Writes Robert Lukcy in IEEE Spectrum:
Engineering today feels like that window seat on the airplane. Those can’t be real transistors and wires down there, can they? Watching the simulations on my computer monitor is like watching the movie on the airplane – an unreality wrapped in another unreality. I feel that I have lost touch with Edison’s world of electricity – a world of black Bakelite meters, whirring motors, acrid chemical smells, and heated conductors. I miss Heathkits and the smell of molten solder and burning insulation – the sensual aspects of engineering that have been replaced for many of us by the antiseptic, ubiquitous, and impersonal CRTs.
I have a deeper worry that math itself is slipping away into the wispy clouds of software that surround us. I walk down the aisles of laboratories, and I see engineers staring vacantly into monitors, their desks piled high with anachronistic paper detritus. Is anyone doing math by hand any longer, I wonder? Do they miss the cerebral nourishment of solving equations? Perhaps math in the future will be the exclusive province of a cult of priests that embeds its capability in shrink-wrapped, encrypted software.
I can’t believe that 20 years from now engineers will still stare into displays, run CAD tools, and archive their results in PowerPoint. But what will they do? My deepest fear is that the reality gap becomes so great that the best-selling software will be called Engineer-in-a-Box.

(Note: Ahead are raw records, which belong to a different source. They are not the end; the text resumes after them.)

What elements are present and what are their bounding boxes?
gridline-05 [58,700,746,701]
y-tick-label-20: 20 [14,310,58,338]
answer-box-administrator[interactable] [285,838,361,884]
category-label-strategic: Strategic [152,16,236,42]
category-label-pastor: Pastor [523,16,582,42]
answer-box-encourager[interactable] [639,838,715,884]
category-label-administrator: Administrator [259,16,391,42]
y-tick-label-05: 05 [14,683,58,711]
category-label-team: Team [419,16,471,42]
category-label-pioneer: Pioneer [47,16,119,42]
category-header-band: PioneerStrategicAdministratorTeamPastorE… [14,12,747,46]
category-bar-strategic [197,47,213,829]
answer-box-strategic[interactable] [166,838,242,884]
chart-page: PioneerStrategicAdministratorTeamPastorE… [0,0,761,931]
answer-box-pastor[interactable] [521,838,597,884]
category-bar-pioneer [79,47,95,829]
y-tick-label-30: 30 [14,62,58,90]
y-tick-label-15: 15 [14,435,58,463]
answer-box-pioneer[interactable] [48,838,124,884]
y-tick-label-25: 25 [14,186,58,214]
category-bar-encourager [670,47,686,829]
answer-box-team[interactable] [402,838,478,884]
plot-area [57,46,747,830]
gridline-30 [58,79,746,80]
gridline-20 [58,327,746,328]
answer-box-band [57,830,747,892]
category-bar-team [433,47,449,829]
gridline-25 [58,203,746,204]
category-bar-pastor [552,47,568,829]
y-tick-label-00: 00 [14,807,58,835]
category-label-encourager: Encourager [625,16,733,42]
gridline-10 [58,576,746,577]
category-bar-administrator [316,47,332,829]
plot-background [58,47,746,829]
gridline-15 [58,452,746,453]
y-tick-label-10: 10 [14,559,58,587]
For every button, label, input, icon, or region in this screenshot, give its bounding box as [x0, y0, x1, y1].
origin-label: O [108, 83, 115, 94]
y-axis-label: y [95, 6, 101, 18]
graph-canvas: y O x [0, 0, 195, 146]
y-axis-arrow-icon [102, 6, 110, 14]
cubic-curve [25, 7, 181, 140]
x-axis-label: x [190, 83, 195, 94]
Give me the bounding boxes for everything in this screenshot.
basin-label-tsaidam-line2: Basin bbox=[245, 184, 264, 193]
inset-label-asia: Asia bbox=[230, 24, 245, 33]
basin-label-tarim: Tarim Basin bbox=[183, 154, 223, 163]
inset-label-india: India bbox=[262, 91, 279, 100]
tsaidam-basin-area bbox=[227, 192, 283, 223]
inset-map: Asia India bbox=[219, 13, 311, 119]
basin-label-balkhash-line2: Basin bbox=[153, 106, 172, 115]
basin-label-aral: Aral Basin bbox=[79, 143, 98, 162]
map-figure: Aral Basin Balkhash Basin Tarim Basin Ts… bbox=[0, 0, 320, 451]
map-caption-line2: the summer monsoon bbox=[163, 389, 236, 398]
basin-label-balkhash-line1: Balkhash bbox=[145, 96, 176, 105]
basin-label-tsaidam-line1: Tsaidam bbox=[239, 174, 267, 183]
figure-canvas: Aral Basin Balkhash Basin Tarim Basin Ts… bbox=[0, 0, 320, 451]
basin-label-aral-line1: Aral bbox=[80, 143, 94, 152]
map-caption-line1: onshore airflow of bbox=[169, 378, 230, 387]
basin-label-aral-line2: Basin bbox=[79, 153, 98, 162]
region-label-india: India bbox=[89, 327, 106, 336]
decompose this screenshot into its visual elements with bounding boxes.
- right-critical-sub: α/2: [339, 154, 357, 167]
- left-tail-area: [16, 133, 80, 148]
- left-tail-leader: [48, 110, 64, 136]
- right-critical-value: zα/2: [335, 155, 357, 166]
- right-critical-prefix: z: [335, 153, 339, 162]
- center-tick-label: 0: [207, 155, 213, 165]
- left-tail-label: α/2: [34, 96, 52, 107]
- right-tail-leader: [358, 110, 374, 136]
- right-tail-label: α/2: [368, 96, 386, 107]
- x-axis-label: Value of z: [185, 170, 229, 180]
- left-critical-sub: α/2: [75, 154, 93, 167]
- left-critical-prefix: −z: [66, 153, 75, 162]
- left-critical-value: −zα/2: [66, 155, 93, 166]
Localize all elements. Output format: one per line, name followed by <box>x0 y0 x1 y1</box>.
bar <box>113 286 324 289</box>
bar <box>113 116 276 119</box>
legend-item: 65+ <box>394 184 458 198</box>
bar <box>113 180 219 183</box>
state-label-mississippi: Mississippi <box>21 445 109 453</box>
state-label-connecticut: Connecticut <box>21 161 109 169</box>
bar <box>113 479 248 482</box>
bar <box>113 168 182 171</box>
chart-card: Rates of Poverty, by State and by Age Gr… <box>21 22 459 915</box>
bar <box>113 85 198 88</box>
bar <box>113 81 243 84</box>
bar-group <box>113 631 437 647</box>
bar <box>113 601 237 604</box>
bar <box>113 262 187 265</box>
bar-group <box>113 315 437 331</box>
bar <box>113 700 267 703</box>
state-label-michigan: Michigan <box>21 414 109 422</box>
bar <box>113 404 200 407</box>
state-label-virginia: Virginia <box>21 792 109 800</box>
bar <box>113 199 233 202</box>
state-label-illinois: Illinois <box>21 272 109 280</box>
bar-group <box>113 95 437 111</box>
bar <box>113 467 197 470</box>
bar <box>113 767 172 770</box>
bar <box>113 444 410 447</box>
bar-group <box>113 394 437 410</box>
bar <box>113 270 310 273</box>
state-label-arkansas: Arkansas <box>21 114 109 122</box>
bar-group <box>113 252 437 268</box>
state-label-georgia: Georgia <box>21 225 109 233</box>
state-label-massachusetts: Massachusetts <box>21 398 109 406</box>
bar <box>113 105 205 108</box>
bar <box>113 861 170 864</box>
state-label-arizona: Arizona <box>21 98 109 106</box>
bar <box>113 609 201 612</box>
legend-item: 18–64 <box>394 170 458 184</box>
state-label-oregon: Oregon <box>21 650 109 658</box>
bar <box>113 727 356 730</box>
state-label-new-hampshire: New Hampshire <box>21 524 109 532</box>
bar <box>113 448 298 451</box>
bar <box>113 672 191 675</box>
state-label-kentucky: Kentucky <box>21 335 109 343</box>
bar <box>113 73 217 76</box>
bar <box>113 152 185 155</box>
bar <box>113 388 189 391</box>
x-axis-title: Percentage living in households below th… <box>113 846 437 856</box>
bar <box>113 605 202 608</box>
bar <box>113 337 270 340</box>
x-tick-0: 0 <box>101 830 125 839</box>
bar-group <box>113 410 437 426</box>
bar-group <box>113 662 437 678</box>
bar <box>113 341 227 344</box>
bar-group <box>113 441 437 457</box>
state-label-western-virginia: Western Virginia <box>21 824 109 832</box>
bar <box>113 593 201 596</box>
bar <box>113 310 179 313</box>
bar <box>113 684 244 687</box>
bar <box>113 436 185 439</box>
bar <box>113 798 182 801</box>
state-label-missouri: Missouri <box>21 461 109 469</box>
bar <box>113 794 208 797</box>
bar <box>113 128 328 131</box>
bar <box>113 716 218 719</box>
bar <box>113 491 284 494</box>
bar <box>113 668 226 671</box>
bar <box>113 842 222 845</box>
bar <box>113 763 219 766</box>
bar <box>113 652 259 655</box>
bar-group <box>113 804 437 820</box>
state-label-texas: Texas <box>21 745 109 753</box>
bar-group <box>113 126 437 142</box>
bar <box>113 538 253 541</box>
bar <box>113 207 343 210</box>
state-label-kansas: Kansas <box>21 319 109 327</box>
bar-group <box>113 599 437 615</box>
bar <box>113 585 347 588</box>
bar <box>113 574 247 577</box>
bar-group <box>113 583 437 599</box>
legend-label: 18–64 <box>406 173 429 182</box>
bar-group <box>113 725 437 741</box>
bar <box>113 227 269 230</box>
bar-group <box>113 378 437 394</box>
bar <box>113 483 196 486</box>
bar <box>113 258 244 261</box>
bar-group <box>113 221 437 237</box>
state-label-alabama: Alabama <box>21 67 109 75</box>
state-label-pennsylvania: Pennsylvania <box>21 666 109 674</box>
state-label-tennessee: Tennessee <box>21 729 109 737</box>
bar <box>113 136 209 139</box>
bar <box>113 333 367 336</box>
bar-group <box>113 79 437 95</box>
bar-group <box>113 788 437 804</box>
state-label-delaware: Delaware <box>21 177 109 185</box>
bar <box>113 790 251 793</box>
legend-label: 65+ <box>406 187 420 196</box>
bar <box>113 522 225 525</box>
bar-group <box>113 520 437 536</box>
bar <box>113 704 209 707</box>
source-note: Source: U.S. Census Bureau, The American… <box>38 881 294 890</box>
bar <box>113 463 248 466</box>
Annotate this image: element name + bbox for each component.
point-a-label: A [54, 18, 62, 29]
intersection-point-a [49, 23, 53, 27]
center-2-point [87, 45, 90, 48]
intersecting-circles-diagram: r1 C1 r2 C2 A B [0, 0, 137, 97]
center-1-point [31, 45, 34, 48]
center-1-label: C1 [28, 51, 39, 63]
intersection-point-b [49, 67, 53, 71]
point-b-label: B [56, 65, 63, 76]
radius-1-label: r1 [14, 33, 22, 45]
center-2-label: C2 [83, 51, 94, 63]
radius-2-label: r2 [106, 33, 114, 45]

Perhaps the best thing I learnt in my engineering is the ability to think differently – there are multiple ways to approach the same problem. If one does not work, then try another. Engineering instills in one discipline and logical thinking laced with a practicality, because at the end of the day one has to solve real-world problems.
I may not remember much of what I learnt within the classroom during by BTech and MS days, but I do know that I would not have been what I am had it not been for my learnings in the schools of Electrical Engineering at IIT and Columbia.